Written by Filipa Henriques.

A few weeks ago someone asked me if I knew about that film that recreates a Manet painting. The question was obviously about Olympia I & II. If there’s something we can say about Abrantes’ work is that it goes from Manet paintings to the humble life of a super-awarded football player, with a cleverness so refined that it stays in our minds for years.

Diamantino, the most recent film and first feature directed by Gabriel Abrantes’, co-directed with Daniel Schmidt, speaks to our hearts through the innocent soul of Diamantino (Carloto Cotta), a football player that loses his skills when he sees a boat coming with refugees.


We are pulled to a futurist environment, something we got already familiar with in The Artificial Humors, the short film about the lesbian robot who’s learning to understand and feel love.  

The odyssey of Diamantino, leads us to think, in a very light way, in the cruelty of the world.

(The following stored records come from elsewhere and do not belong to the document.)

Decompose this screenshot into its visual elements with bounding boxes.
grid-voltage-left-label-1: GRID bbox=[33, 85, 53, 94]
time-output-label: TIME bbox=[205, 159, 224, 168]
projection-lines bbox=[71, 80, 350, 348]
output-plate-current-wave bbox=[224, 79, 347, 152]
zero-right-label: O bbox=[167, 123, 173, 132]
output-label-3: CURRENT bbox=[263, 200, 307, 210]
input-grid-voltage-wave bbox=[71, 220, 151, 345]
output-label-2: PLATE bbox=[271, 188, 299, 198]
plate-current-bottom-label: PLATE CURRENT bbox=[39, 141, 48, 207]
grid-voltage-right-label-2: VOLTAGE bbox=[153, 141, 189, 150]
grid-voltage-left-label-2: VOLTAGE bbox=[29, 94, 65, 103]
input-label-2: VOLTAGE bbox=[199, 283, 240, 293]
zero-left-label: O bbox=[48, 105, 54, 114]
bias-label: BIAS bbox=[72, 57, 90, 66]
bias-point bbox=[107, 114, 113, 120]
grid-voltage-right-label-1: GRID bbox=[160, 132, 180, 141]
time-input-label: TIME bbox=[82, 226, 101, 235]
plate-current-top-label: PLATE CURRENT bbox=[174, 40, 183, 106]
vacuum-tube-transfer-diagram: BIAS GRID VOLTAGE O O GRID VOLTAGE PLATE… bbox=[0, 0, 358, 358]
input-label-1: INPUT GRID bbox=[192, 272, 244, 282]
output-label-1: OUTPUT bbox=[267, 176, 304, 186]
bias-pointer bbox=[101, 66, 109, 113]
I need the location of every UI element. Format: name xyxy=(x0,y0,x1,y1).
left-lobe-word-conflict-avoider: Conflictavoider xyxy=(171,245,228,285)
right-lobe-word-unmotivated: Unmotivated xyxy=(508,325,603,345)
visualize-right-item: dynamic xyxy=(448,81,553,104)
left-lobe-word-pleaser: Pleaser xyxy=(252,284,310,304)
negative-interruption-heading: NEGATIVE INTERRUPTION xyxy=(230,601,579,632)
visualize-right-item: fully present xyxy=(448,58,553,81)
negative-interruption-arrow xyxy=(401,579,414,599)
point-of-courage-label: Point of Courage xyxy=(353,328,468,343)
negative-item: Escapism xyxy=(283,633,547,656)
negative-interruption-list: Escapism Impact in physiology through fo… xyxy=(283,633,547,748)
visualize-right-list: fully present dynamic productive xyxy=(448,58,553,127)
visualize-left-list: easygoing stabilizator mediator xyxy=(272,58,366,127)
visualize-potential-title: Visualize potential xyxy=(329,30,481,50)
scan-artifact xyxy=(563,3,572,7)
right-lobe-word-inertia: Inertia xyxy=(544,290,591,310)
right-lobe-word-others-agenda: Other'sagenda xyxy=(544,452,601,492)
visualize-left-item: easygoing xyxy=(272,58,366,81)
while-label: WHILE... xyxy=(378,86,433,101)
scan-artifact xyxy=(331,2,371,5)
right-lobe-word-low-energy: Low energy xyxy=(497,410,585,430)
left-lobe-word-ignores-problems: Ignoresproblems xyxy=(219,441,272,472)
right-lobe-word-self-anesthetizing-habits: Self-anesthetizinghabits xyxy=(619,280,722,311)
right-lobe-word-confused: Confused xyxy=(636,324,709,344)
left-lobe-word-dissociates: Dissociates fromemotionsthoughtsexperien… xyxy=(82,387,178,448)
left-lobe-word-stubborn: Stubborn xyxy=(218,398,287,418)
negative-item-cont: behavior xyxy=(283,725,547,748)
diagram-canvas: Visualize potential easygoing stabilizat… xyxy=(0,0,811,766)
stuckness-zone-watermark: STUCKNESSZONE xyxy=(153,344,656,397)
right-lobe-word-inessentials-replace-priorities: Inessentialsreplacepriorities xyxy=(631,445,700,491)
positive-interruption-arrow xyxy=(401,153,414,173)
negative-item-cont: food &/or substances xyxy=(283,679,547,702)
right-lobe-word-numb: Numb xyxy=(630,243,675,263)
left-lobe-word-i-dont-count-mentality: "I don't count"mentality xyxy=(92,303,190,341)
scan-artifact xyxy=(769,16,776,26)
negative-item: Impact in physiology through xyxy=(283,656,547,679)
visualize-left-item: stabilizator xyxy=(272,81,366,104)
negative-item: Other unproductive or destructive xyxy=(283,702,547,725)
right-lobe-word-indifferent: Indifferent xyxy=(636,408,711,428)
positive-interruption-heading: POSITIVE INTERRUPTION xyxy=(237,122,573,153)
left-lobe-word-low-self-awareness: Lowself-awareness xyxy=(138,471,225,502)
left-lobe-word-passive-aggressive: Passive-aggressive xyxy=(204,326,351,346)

It’s a film that with a few laughs leaves us reflecting on the refugees crisis, on the power of propaganda, on the dangers of cloning humans and most of all, on the delicacy of the human life.

In a time where serious questions need to be put, serious films about serious social issues with a taste of humor is something we need more often. This is the stronger part of Diamantino, a very serious film about human life, love and the empathy for the peers.

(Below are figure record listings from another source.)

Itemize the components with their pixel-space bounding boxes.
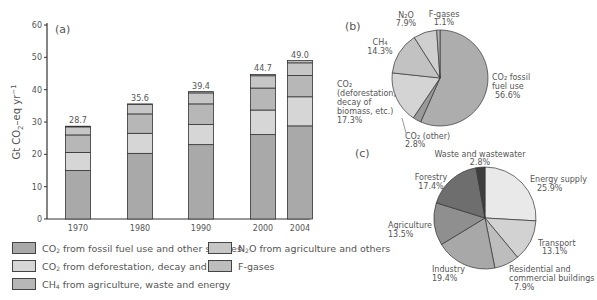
pie-slices-sector (434, 167, 536, 269)
pie-value-agriculture: 13.5% (388, 230, 414, 239)
pie-label-energy: Energy supply (530, 175, 587, 184)
panel-label-b: (b) (345, 20, 361, 33)
pie-label-deforestation-line2: (deforestation, (337, 89, 396, 98)
pie-value-industry: 19.4% (432, 274, 458, 283)
pie-slices (392, 30, 488, 126)
legend-label: F-gases (238, 261, 275, 272)
pie-value-fgases: 1.1% (434, 18, 455, 27)
panel-label-c: (c) (355, 147, 370, 160)
pie-value-deforestation: 17.3% (337, 116, 363, 125)
legend-item-n2o: N2O from agriculture and others (208, 242, 390, 254)
legend-swatch (12, 278, 36, 290)
pie-label-agriculture: Agriculture (388, 221, 432, 230)
pie-label-residential-line2: commercial buildings (509, 274, 594, 283)
pie-label-residential: Residential and (509, 265, 571, 274)
pie-label-fossil: CO₂ fossil (492, 73, 530, 82)
pie-value-co2-other: 2.8% (405, 140, 426, 149)
legend-label: CH4 from agriculture, waste and energy (42, 279, 231, 290)
pie-value-ch4: 14.3% (367, 47, 393, 56)
pie-value-fossil: 56.6% (495, 91, 521, 100)
legend-swatch (208, 260, 232, 272)
pie-label-deforestation-line3: decay of (337, 98, 371, 107)
pie-value-forestry: 17.4% (418, 182, 444, 191)
legend-swatch (12, 260, 36, 272)
pie-value-waste: 2.8% (470, 158, 491, 167)
pie-value-n2o: 7.9% (396, 19, 417, 28)
leader-line (402, 118, 406, 133)
pie-value-residential: 7.9% (514, 283, 535, 292)
pie-slice (485, 167, 536, 221)
legend-swatch (12, 242, 36, 254)
legend-item-co2-deforestation: CO2 from deforestation, decay and peat (12, 260, 231, 272)
chart-legend: CO2 from fossil fuel use and other sourc… (12, 242, 412, 300)
legend-item-fgases: F-gases (208, 260, 275, 272)
pie-label-fossil-line2: fuel use (492, 82, 524, 91)
legend-swatch (208, 242, 232, 254)
pie-label-ch4: CH₄ (373, 38, 388, 47)
pie-label-deforestation: CO₂ (337, 80, 352, 89)
pie-value-transport: 13.1% (542, 247, 568, 256)
figure: 0102030405060 28.7197035.6198039.4199044… (0, 0, 597, 300)
pie-label-forestry: Forestry (415, 173, 448, 182)
pie-label-deforestation-line4: biomass, etc.) (337, 107, 393, 116)
pie-value-energy: 25.9% (537, 184, 563, 193)
legend-label: CO2 from deforestation, decay and peat (42, 261, 231, 272)
legend-item-ch4: CH4 from agriculture, waste and energy (12, 278, 231, 290)
legend-label: N2O from agriculture and others (238, 243, 390, 254)
pie-label-industry: Industry (432, 265, 465, 274)
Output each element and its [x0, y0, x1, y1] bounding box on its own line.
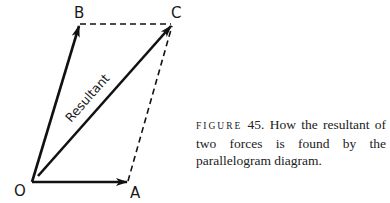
parallelogram-diagram: O A B C Resultant — [0, 0, 390, 203]
figure-label: Figure — [196, 121, 242, 131]
point-label-o: O — [14, 182, 26, 200]
figure-number: 45. — [248, 117, 265, 132]
point-label-c: C — [171, 4, 181, 22]
point-label-a: A — [130, 184, 141, 202]
resultant-label: Resultant — [62, 71, 112, 125]
figure-caption: Figure 45. How the resultant of two forc… — [196, 116, 386, 169]
point-label-b: B — [74, 4, 84, 22]
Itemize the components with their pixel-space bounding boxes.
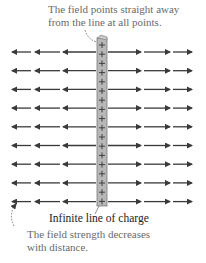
line-of-charge-label: Infinite line of charge bbox=[49, 212, 149, 224]
bottom-annotation-line-1: The field strength decreases bbox=[27, 228, 150, 241]
charged-line-rod bbox=[97, 35, 107, 206]
bottom-leader-line bbox=[11, 204, 16, 226]
top-leader-line bbox=[85, 30, 97, 42]
bottom-annotation-line-2: with distance. bbox=[27, 241, 150, 254]
bottom-annotation: The field strength decreases with distan… bbox=[27, 228, 150, 254]
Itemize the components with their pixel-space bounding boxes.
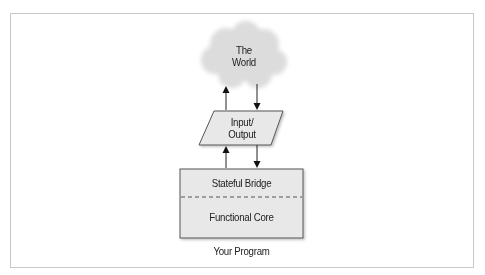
- world-label: The World: [218, 44, 271, 68]
- arrow-program-to-io: [223, 146, 230, 168]
- arrow-io-to-world: [223, 86, 230, 110]
- arrow-io-to-program: [254, 145, 261, 168]
- io-label-line1: Input/: [214, 116, 270, 128]
- functional-core-label: Functional Core: [187, 211, 295, 223]
- stateful-bridge-label: Stateful Bridge: [187, 177, 295, 189]
- io-label: Input/ Output: [214, 116, 270, 140]
- world-label-line1: The: [218, 44, 271, 56]
- program-caption: Your Program: [187, 245, 295, 257]
- world-label-line2: World: [218, 56, 271, 68]
- io-label-line2: Output: [214, 128, 270, 140]
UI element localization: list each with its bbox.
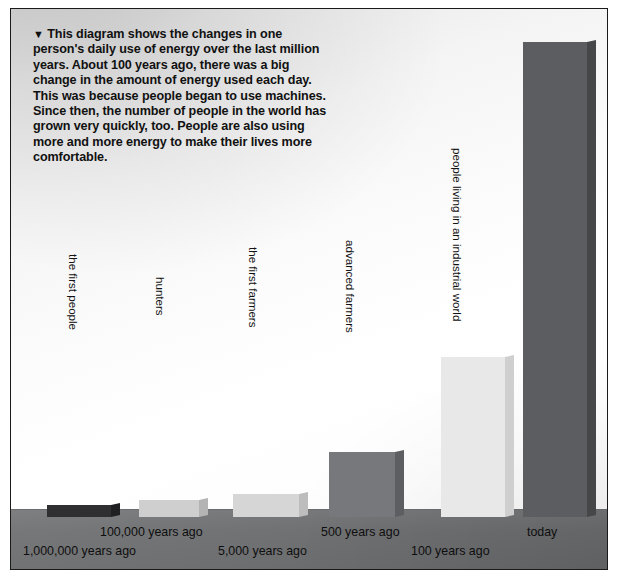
bar-advanced-farmers bbox=[329, 452, 395, 517]
bar-people-living-in-an-industrial-world bbox=[441, 357, 505, 517]
bar-front-face bbox=[47, 505, 111, 517]
bar-the-first-people bbox=[47, 505, 111, 517]
bar-side-face bbox=[505, 355, 514, 517]
energy-diagram-figure: ▼ This diagram shows the changes in one … bbox=[10, 8, 608, 570]
era-label-100-years-ago: 100 years ago bbox=[411, 544, 490, 558]
bar-label-hunters: hunters bbox=[154, 277, 167, 316]
ground-band bbox=[11, 509, 607, 570]
bar-front-face bbox=[329, 452, 395, 517]
bar-the-first-farmers bbox=[233, 494, 299, 517]
caption-triangle-icon: ▼ bbox=[33, 28, 44, 40]
bar-side-face bbox=[199, 498, 208, 517]
bar-front-face bbox=[523, 42, 587, 517]
bar-today bbox=[523, 42, 587, 517]
era-label-today: today bbox=[527, 525, 557, 539]
bar-side-face bbox=[111, 503, 120, 517]
era-label-1-000-000-years-ago: 1,000,000 years ago bbox=[23, 544, 136, 558]
bar-label-the-first-farmers: the first farmers bbox=[247, 247, 260, 328]
bar-front-face bbox=[139, 500, 199, 517]
figure-caption: ▼ This diagram shows the changes in one … bbox=[33, 27, 329, 166]
bar-side-face bbox=[395, 450, 404, 517]
bar-hunters bbox=[139, 500, 199, 517]
bar-label-the-first-people: the first people bbox=[67, 254, 80, 330]
bar-front-face bbox=[233, 494, 299, 517]
era-label-500-years-ago: 500 years ago bbox=[321, 525, 400, 539]
bar-side-face bbox=[587, 40, 596, 517]
bar-label-people-living-in-an-industrial-world: people living in an industrial world bbox=[451, 148, 464, 321]
caption-text: This diagram shows the changes in one pe… bbox=[33, 27, 326, 164]
era-label-100-000-years-ago: 100,000 years ago bbox=[100, 525, 203, 539]
era-label-5-000-years-ago: 5,000 years ago bbox=[218, 544, 307, 558]
bar-front-face bbox=[441, 357, 505, 517]
screenshot-root: ▼ This diagram shows the changes in one … bbox=[0, 0, 623, 583]
bar-side-face bbox=[299, 492, 308, 517]
bar-label-advanced-farmers: advanced farmers bbox=[344, 240, 357, 333]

After winning the Grand Prize of the Semaine de La Critique at Cannes Festival last year, the film is going to have its theater release in Portugal on the 4th of April. Don’t miss out the opportunity of seeing fluffy dogs in a football field.


Filipa Henriques works at Portugal Film - Portuguese Film Agency, an institution for the advancement and widespread reach of Portuguese independent cinema. Her studies started in the North of Portugal at Universidade do Minho and continued onto a semester in France's Paris Descartes and a masters' degree in Lisbon's Nova FCSH. After interning at the world renowned film festival IndieLisboa and the documentary film oriented Apordoc - Associação pelo Documentário, she started work at Portugal Film three years ago. She is now completing her studies with a second masters' degree at ISCTE on the Arts' Markets and recently started to collaborate with the IndieMusic selection committee at IndieLisboa.